YOUR OBJECTIVE: Omit the pictures and extract only the lines from the line containing "Find the location of a particular element. The" to the end of the material, each exactly as written.

RECORDS FOR THE TASK:
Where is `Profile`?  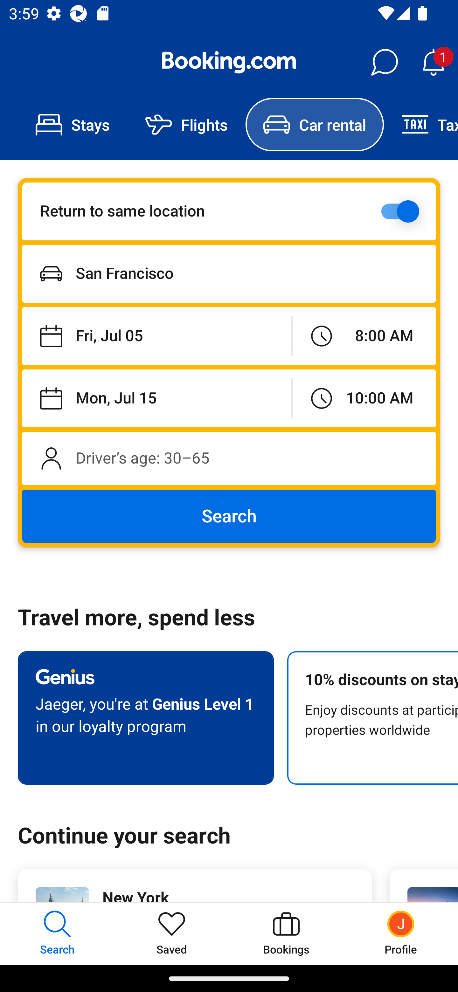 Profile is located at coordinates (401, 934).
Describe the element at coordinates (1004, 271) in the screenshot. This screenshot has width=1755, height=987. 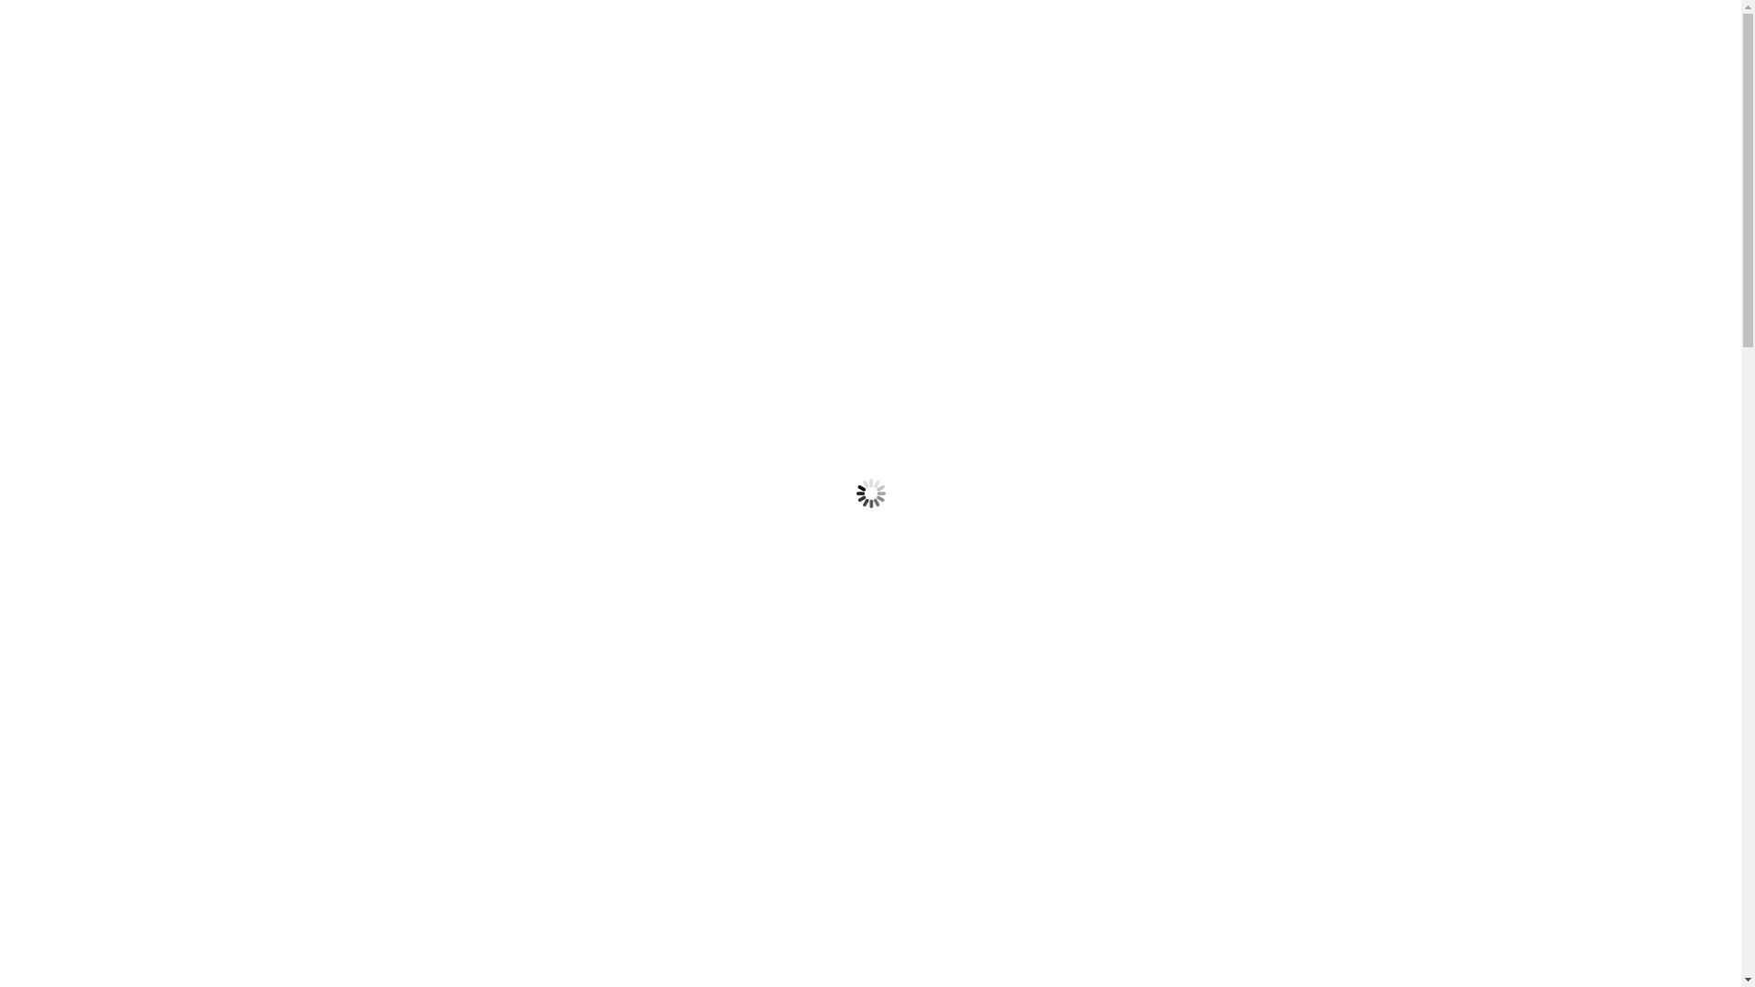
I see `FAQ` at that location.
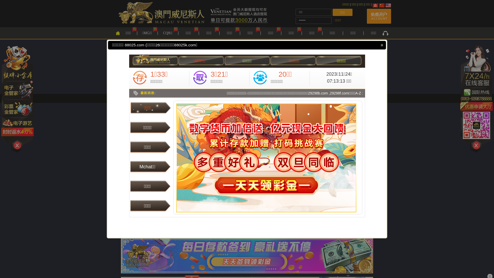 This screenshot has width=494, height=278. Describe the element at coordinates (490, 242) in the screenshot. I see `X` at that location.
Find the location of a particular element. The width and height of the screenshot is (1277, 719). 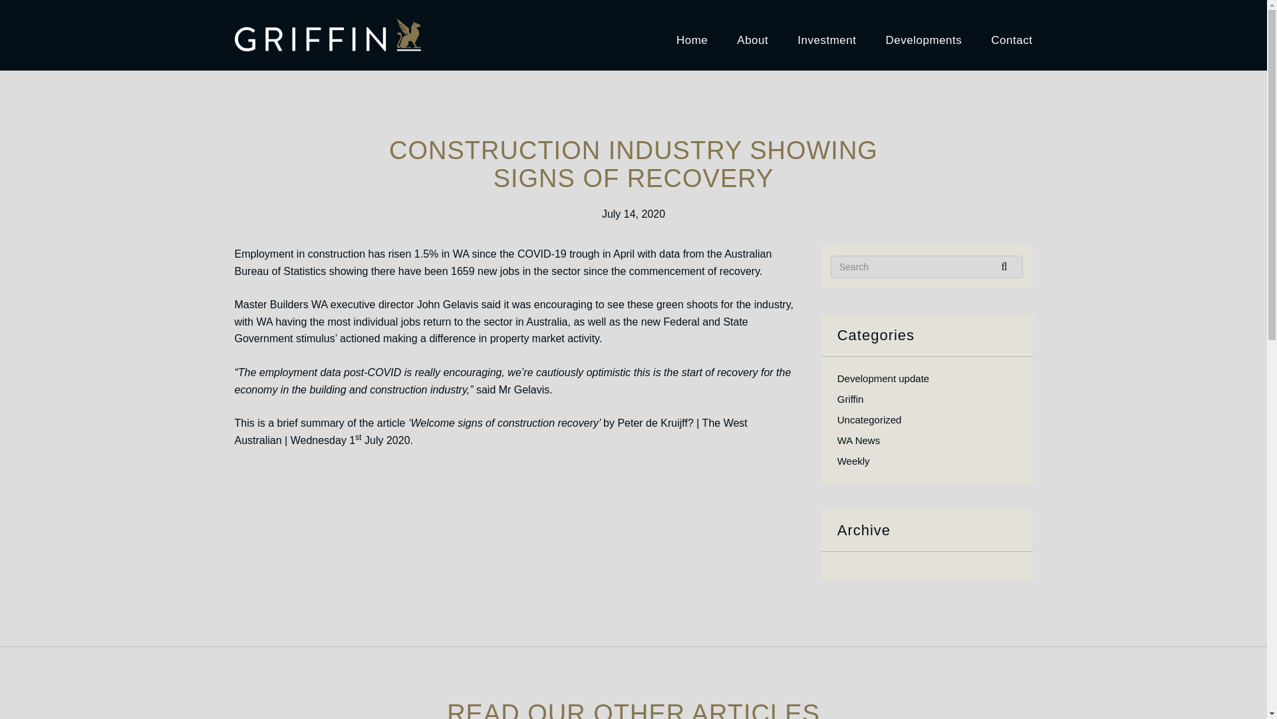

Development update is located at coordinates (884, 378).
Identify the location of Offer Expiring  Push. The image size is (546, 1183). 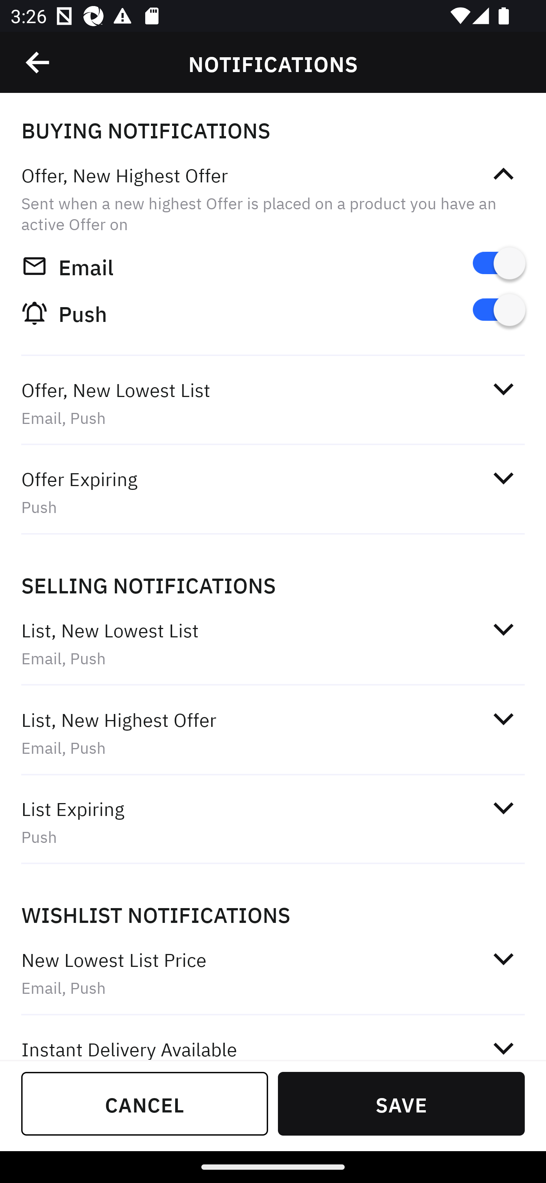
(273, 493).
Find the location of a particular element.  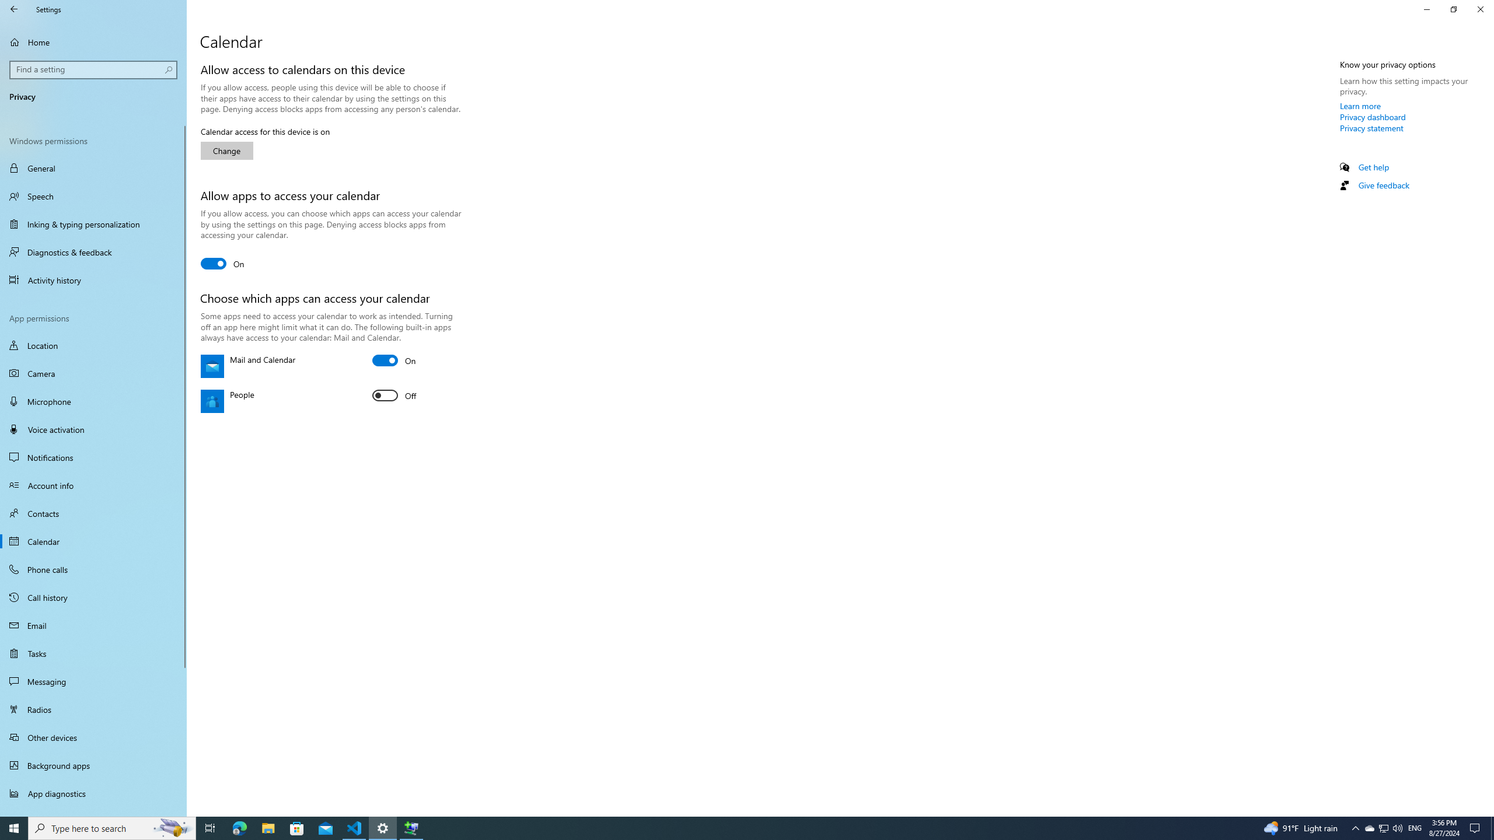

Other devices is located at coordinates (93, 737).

RESULT FOR THIS TASK:
Find the location of a particular element. The width and height of the screenshot is (1277, 719). 

Development update is located at coordinates (884, 378).
Identify the location of Offer Expiring  Push. The image size is (546, 1183). 
(273, 493).
Find the location of a particular element.  

Other devices is located at coordinates (93, 737).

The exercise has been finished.